Yes, of course you don't have to be raised watching something in order to buy it.

That is why (presumably) all of us, and may of our husbands/partners incuding rhubarb's have got round to buying stuff for periods.

That doesn't change the fact that if you look at how periods are presented in adverts, they're made out to be both disgusting and embarrassing. It is not at all like - say - buying a pack of tissues or nappies, though it could be.

IMO it's a really big feminist issue, and the way forward isn't to guilt-trip or shame and women who do respond to cultural conditioning.

Sure, he should buy the tampax. No-one disagrees. But there is a cultural context here and IMO denying that is like pretending no-one every suggests periods are anything but delightful public events.

(And thanks rhubarb)

LRDtheFeministDragon · 25/06/2012 15:24

yellow I think you are spot on.

The important thing is doing what we can to change these perceptions, isn't it?

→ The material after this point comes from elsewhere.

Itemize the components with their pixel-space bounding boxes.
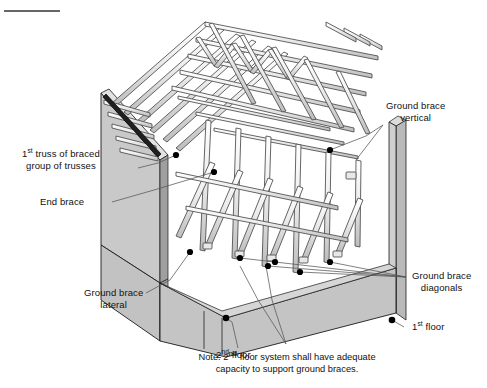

yellowraincoat · 25/06/2012 15:28

I believe you are also spot on LRD.

Even for the least squeamish amongst us, we still don't yell across the office "oi, anyone got a spare tampon? I am gushing with blood" in the same way you'd say "chuck us a hanky, my nose is running".

So I'd say it is still tied up with shame for a lot of people, even the majority of people, which is ridiculous. Periods are painful, they make you grumpy and on top of that we are embarrassed by them.

diddl · 25/06/2012 15:29

I think mine was probably embarrassed the first time he picked some up-even though it was along with the rest of the shopping.

PFB was early & I had nothing so he had to get it all-san pro, breast pads etc.

OP-as long as you´re bringing your children up to see this stuff as "normal".

That said, I think teenage son would cringe if asked to pick up a box of tampons/towels-even though they are in the bathroom & he knows what they are for.

pattercakes · 25/06/2012 15:44

I got it wrong. Went for tampax ; came home with tin tacks. (Never lived it down)

drjohnsonscat · 25/06/2012 15:49

is he embarrassed by your children because they came out of your womb Grin

Sorry but he needs to man up and deal.

My friend once rang her husband to ask him to bring round her handbag that she'd left at home - she was at a friend's four doors up and he was on the way there anyway. He put it in a plastic bag for the journey so as not to be seen carrying a handbag. I thought it was sad - they'd been married for 30 years and he couldn't bring himself to carry her handbag because it might somehow contaminate him with womanliness?

CalamityJones · 25/06/2012 15:51

My dh bought me pantyliners (gag) instead of maternity pads. Fucking clueless, yes. Embarrassed, no.

MammaTJ · 25/06/2012 16:00

My DP buys these things for me more often than I do. YANBU!!